After which, he says, “Things start to get complicated and confusing, not to mention scary. Now you feel like you’re writing for other people,” and the enjoyment you once found in writing “is offset by a terrible fear of rejection,” until you soon discover that “90 percent of the stuff you’re writing is motivated and informed by an overwhelming need to be liked. This results in shitty fiction.”

Eventually, he says, you might somehow shovel your way back to the fun of writing and discover that writing fiction is “a weird way to countenance yourself and to tell the truth instead of being a way to escape yourself or present yourself in a way you figure you will be maximally likable. This process is complicated and confusing and scary, and also hard work, but it turns out to be the best fun there is.”

Yeah, well, Mr. Wallace had himself some issues. It is a bleak journey he chronicles, no less so because it was one he was unable to see through to completion, which eventually led to his suicide. But it is not, despite the second-person address he employed, the journey you must take. It was his journey, the one he plotted for himself, but one tragically tainted by his need to be liked. There is absolutely no reason why any of that bleakness has to be part of your journey.

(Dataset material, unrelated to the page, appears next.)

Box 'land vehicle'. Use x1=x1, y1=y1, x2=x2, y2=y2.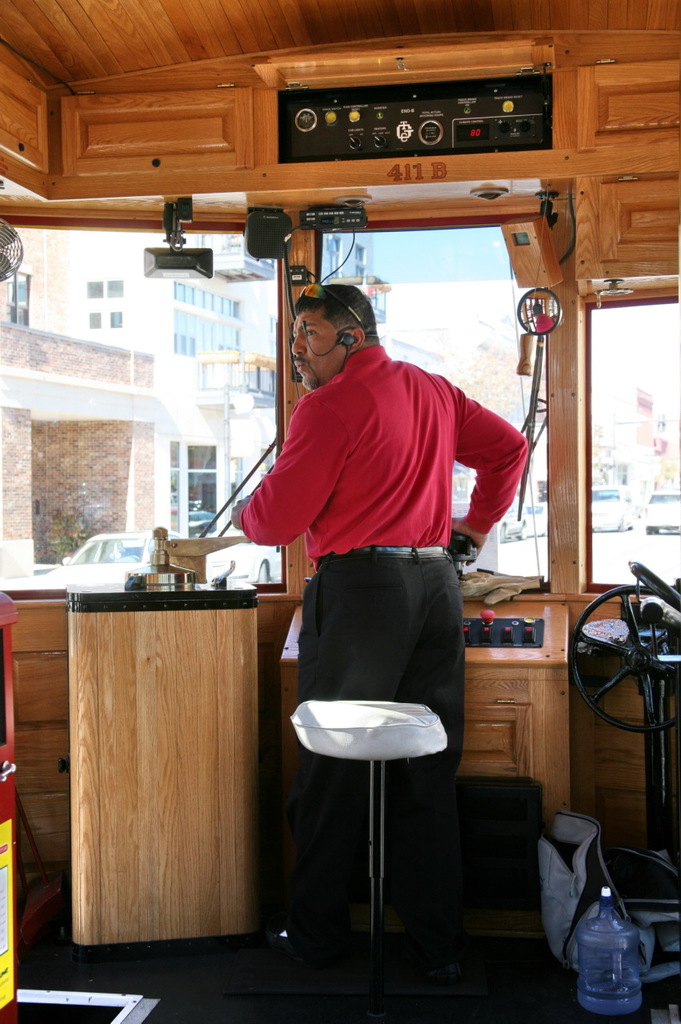
x1=499, y1=505, x2=526, y2=542.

I have never thought of the writing life as fun or scary or complicated or as a way to be liked. It is sometimes easy, sometimes magical, sometimes maddening, demanding, and exhausting, yet frequently very satisfying. I do it principally for the magic and the mystery and the sense of satisfaction it can elicit. I love words and I love stories, and I take great pleasure from being able to indulge myself in those pleasures every single day. Storytelling is not a way to work out who I am or why I exist; being a father answered most of those questions for me.

Storytelling allows me to share my passion with others and to get paid for it.

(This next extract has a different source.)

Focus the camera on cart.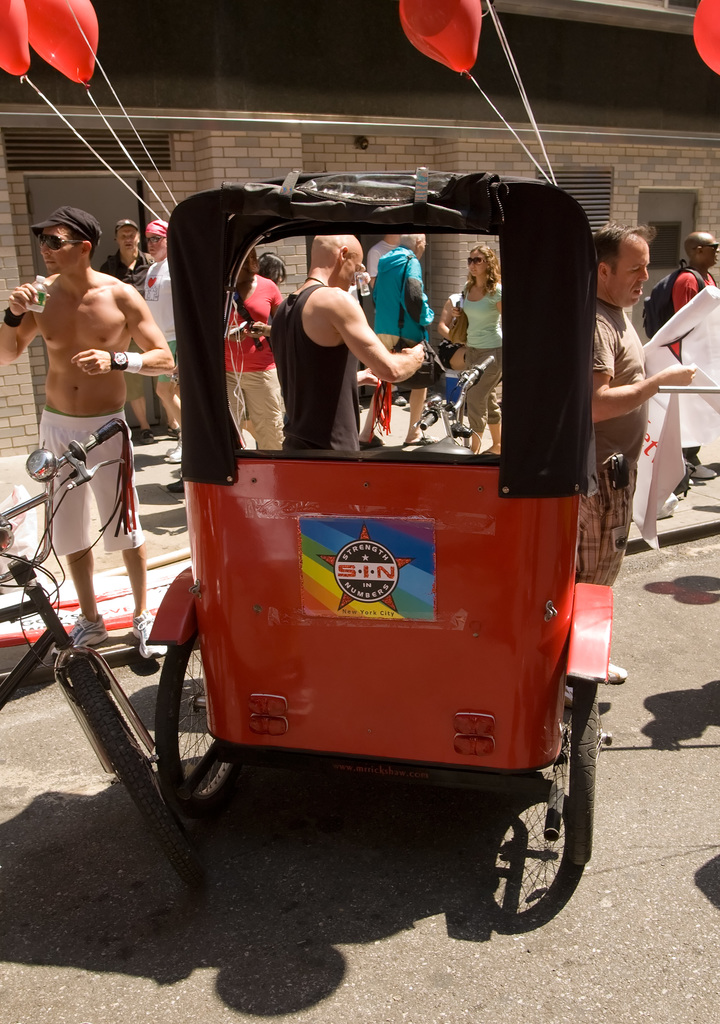
Focus region: 148/166/614/870.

David Foster Wallace was a fine but very troubled writer who confused what he was with what he did. This is a common affliction. Do not fall prey to it, because it usually won’t end pretty. If you don’t believe me, have a séance and ask Hemingway, Virginia Wolfe, Hunter Thompson, Sylvia Plath, and John Kennedy Toole.

No matter how authoritative and confident a writer sounds, and no matter how much you admire that writer’s work, he or she is capable of detailing only his or her truth, derived as it was from his or her own idiosyncratic journey. Your journey might be similar or it might be vastly different; it will never be exactly the same as any other writer’s journey.

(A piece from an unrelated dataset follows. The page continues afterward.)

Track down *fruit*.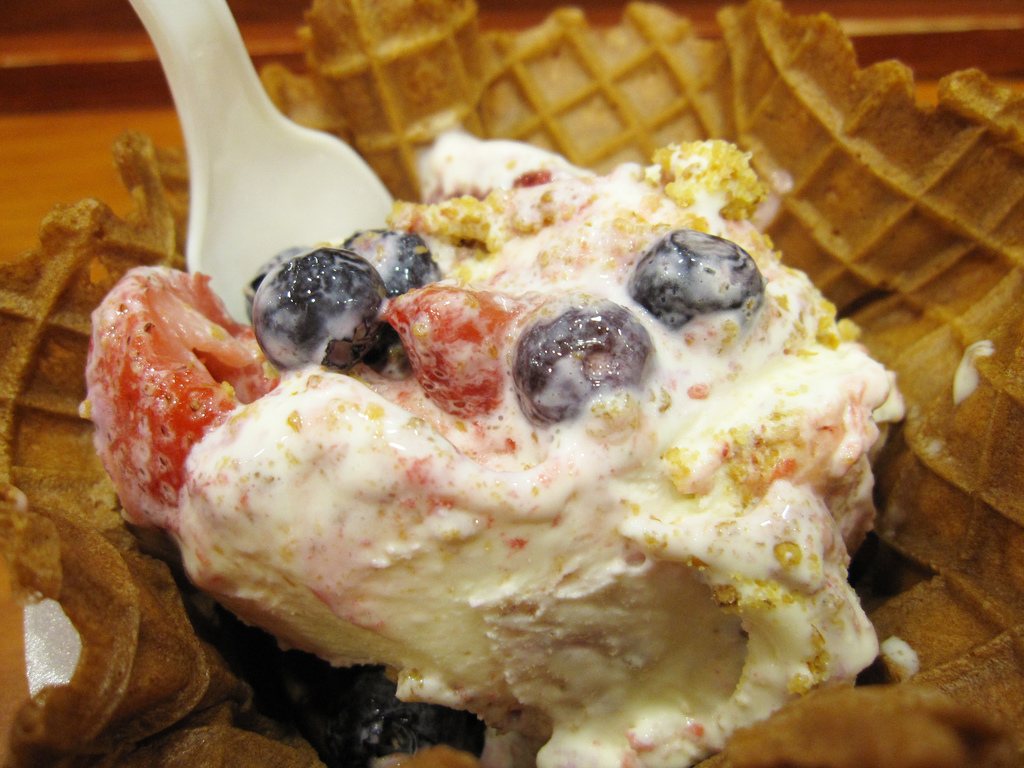
Tracked to [500,292,648,428].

Yet many writers, in an attempt to be helpful, create lists of rules for aspiring writers. The honest writers speak only in generalities: Write every day. Read voraciously. Write what you want to read. The less honest, or merely less humble, get specific and adamantine: Avoid all adverbs. Never start with the weather. Write short sentences. The more specific a writer’s rule, the less trustworthy it is, and the sooner you should find the nearest exit.

By all means go ahead and read the rules, if you wish. Give them a try. And if one of them works for you, use it until it stops working, then dump it in the trash heap with all the other useless rules that have been crammed down your throat since your first hour in daycare. Writing is creative, so don’t look to prescriptions or those who preach them. Sit down and create.

Stick with it, and you will figure out the rest along the way. That has always been and will always be the only true way to learn.

My favorite piece of writing advice comes from Margaret Atwood: Nobody is making you do this: you chose it, so don’t whine. That is the only rule you will ever need to post over your desk: Stop whining and write!